I have created a SCORM API for our LMS and right now I am using hard coded userID and courseID variables (variables that reference things in the database). I need to pass th
This article describes the most pragmatic solution several pragmatic solutions to your problem.
Probably best easiest to expose them as properties of your page (or master page if used on every page) and reference them via page directives.
<script type="text/javascript">
var userID = '<%= UserID %>';
var courseID = '<%= CourseID %>';
.... more stuff....
</script>
Then set the values on Page_Load (or in the Page_Load for the master page).
public void Page_Load( object source, EventArgs e )
{
UserID = Session["userID"];
CourseID = Session["courseID"];
...
}
@tvanfosson's answer is how I have normally done this in the past, but was just trying to think of something a bit more elegant. Thought I'd throw this out there.
You can set up a HashTable in the codebehind and also initialize a JavaScriptSerializer
:
Protected json As New System.Web.Script.Serialization.JavaScriptSerializer
Protected jsvars As New Hashtable
Then set variables like this:
jsvars.Add("name", "value")
Then serialize the variables into JavaScript in your page:
<script type="text/javascript">
var vars = <%=json.Serialize(jsvars)%>;
alert(vars.name);
</script>
This ensures that all variables are properly escaped and also minimizes the code if you need to work with a lot of variables.
I'm not sure about SCORM or .ashx files (no experience there) but as far as getting values from ASP.NET you can do all sorts of things like
var xyz = '<%= variable %>';
from within your ASP.NET page. There are various ways to accomplish this but the end result is that the ASP.NET page renders the values of the variable in the HTML (or JavaScript) that is sent to the browser.
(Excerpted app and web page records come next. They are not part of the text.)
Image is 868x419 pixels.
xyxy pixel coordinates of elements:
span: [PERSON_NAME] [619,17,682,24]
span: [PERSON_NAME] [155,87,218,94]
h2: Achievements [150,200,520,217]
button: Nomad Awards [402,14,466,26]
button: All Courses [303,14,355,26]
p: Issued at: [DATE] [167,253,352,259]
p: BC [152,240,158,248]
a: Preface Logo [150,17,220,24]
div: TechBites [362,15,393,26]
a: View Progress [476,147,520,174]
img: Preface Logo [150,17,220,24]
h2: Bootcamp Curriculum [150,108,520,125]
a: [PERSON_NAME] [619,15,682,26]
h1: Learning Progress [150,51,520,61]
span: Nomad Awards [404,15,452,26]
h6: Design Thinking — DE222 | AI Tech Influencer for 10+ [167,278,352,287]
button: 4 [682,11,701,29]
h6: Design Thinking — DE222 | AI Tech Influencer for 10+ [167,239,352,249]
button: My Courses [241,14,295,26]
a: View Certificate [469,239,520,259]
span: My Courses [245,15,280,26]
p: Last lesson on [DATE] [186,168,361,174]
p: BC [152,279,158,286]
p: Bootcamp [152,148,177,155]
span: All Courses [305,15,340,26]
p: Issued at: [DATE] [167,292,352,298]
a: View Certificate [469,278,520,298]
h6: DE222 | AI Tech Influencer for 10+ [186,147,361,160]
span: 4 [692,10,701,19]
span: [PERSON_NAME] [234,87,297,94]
This is a generic ASP.NET and JavaScript answer, there may be a more elegant solution out there for you.
All the answers here that suggest something like
var userID = '<%= UserID %>';
are all missing something important if the variable you are embedded can contain arbitrary string data. The embedded string data needs to be escaped so that if it contains backslashes, quotes or unprintable characters they don't cause your Javascript to error.
Rick Strahl has some suggestions for the escaping code needed here. Using Rick's code the embedded variable will look like this:
var userId = <%= EncodeJsString(UserID) %>;
Note that there are no quotes now, Rick's code wraps the escaped string with quotes.
Here are the steps that you will have to take:
In your code behind page:
private int _userId;
private int _courseId;
protected int CourseId
{
get { return _courseId;}
set { _courseId = value;}
}
protected int UserId
{
get { return _userId;}
set { _userId = value;}
}
Step 2 : based on your requirement now you have to set up those properties. The catch is that these properties should be set before they are referenced from the JavaScript. Maybe something like this in the Page_Load
event:
_userId = Session["userId"];
_courseId = Request.QueryString["CourseId"] != null ? Request.QueryString["CourseId"] : String.empty;
Of course you can parse them to appropriate types based on your requirements.
Finally, you can reference them in JavaScript as follows:
var currentUserId = '<% = UserId %>';
var currentCouseId = '<% = CourseId %>';
This should definitely work. I have used this approach many times.